7 is the the type of pen that lasts me the longest. They seem indestructible. All other types disintegrate in my hands after a year or so.
7 is the the type of pen that lasts me the longest. They seem indestructible. All other types disintegrate in my hands after a year or so.
It’s moronic. Currently, decision makers don’t really understand what to do with AI and how it will realistically evolve in the coming 10-20 years. So it’s getting pushed even into environments with 0-error policies, leading to horrible results and any time savings are completely annihilated by the ensuing error corrections and general troubleshooting. But maybe the latter will just gradually be dropped and customers will be told to just “deal with it,” in the true spirit of enshittification.
Good social commentary, but that’s not how a human pelvis looks. Also, I’m skeptical about the number of ribs.
With all due respect, but he seems to have been talking out of his ass here. Either that, or he’s been reading legal language. Or maybe language was that different in his day.
I’d argue that nowadays, in German, very nested sentences are seen as “good style” in poetic writing only. Plus, the tenses he mentions are an issue specific to English language which has like 23 of them. In German, I’ve heard people with a Master’s degree get by with using one (1) for any situation in everyday life.
Pineapple and hedgehog are some examples which are compound words in English, but not in German.
Wikipedia never ceases to amaze me.
they’re casually manipulating public discourse
🌏👨🚀🔫👨🚀🌌
It’s particularly bad on Reddit whose entire business model seems to be selling out the “front page of the internet” to the highest bidder. That’s how you get an IPO after all. You can observe competing political and commercial factions duke it out on the daily. The day after, I can hear my colleagues, especially the older ones, revive and pass around whole chunks of Reddit threads.

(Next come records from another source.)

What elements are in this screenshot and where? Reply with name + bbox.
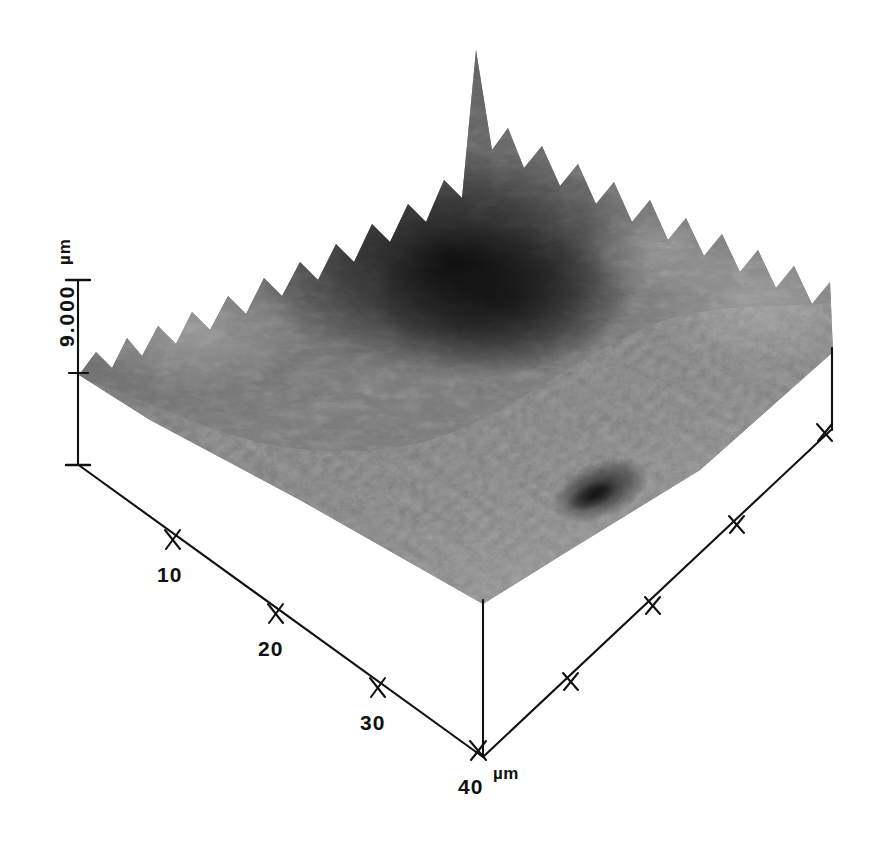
figure-canvas: 9.000 µm 10 20 30 40 µm — [0, 0, 875, 845]
x-axis-unit-label: µm — [493, 764, 519, 784]
surface-plot-svg — [0, 0, 875, 845]
y-axis-tick-2 — [645, 597, 660, 614]
surface-mesh — [31, 30, 871, 640]
x-axis-tick-label-40: 40 — [458, 775, 483, 799]
ridge-highlight-back — [580, 202, 740, 298]
z-axis-unit-label: µm — [55, 238, 75, 265]
x-axis-tick-label-10: 10 — [157, 563, 182, 587]
z-axis-value-label: 9.000 — [55, 284, 79, 347]
x-axis-tick-label-20: 20 — [258, 637, 283, 661]
figure-caption — [0, 828, 875, 845]
ridge-highlight-left — [70, 266, 310, 394]
x-axis-tick-label-30: 30 — [360, 711, 385, 735]
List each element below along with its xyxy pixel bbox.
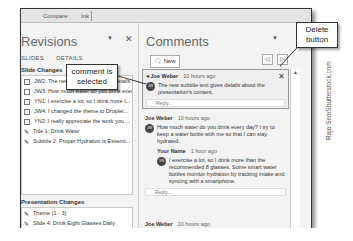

And I’ll always remember that insane shilling with mushrooming bots, virally hyping at first the amazing “bargains” you can get on Amazon, then the “one-day delivery” which nobody needs, and then, when quality undeniably faltered, the “amazing return policies.” As if I want to spend my free time purchasing sub-par products and returning them after a few days.
The only glimmer of hope is we can still talk about this on other forums like this one. Even the ever-living-in-denial Hacker News finally caught on, as I saw over the past one or two weeks:
dingnuts:
Reddit comments are mostly bots shilling ideology or products nowadays though.
halyconWays:
The major subreddits are almost entirely bots as well. Try posting anything authentic and you’ll be banned, regardless of how old your account is or how human you appear to be. It’s entirely controlled, fake discussion tending to be authentic due to the legacy of the site. The concept of moderators being volunteers from the community died off a long time ago, and there are zero safeguards to ensure they aren’t captured entities from some organization or NGO; in fact, the architecture of the site itself doesn’t even view this threat as a threat. Remember, once considered a conspiracy theory, Ghlisane Maxwell was a powermod.
How considerate to have a guy in the corner translating to Italian.
So glad only a cricket was there to hear it.
I have a feeling he’ll be the one to invoke Article 5, accusing Denmark of some “aggression” or another in his completely fucked-up authoritarian style.
pdfunite FTW
Why should the powers that be fight plastic pollution when it keeps people’s brains clogged, unable to conceive what’s going on around them, much less change it.
First step, be a business. Second step, accept Trump’s dick in your ass. Congratulations, here’s your “get out of jail free” card.
My main takeaway is that some contrived notion of “national security” has now become an acceptable justification for business decisions in the US.
Very few people can operate a transporter, though.
Having not seen the subtitle, I thought at first that this was a drawer full of rods and belts and whatever else they used to beat the autism out of kids, back in the day.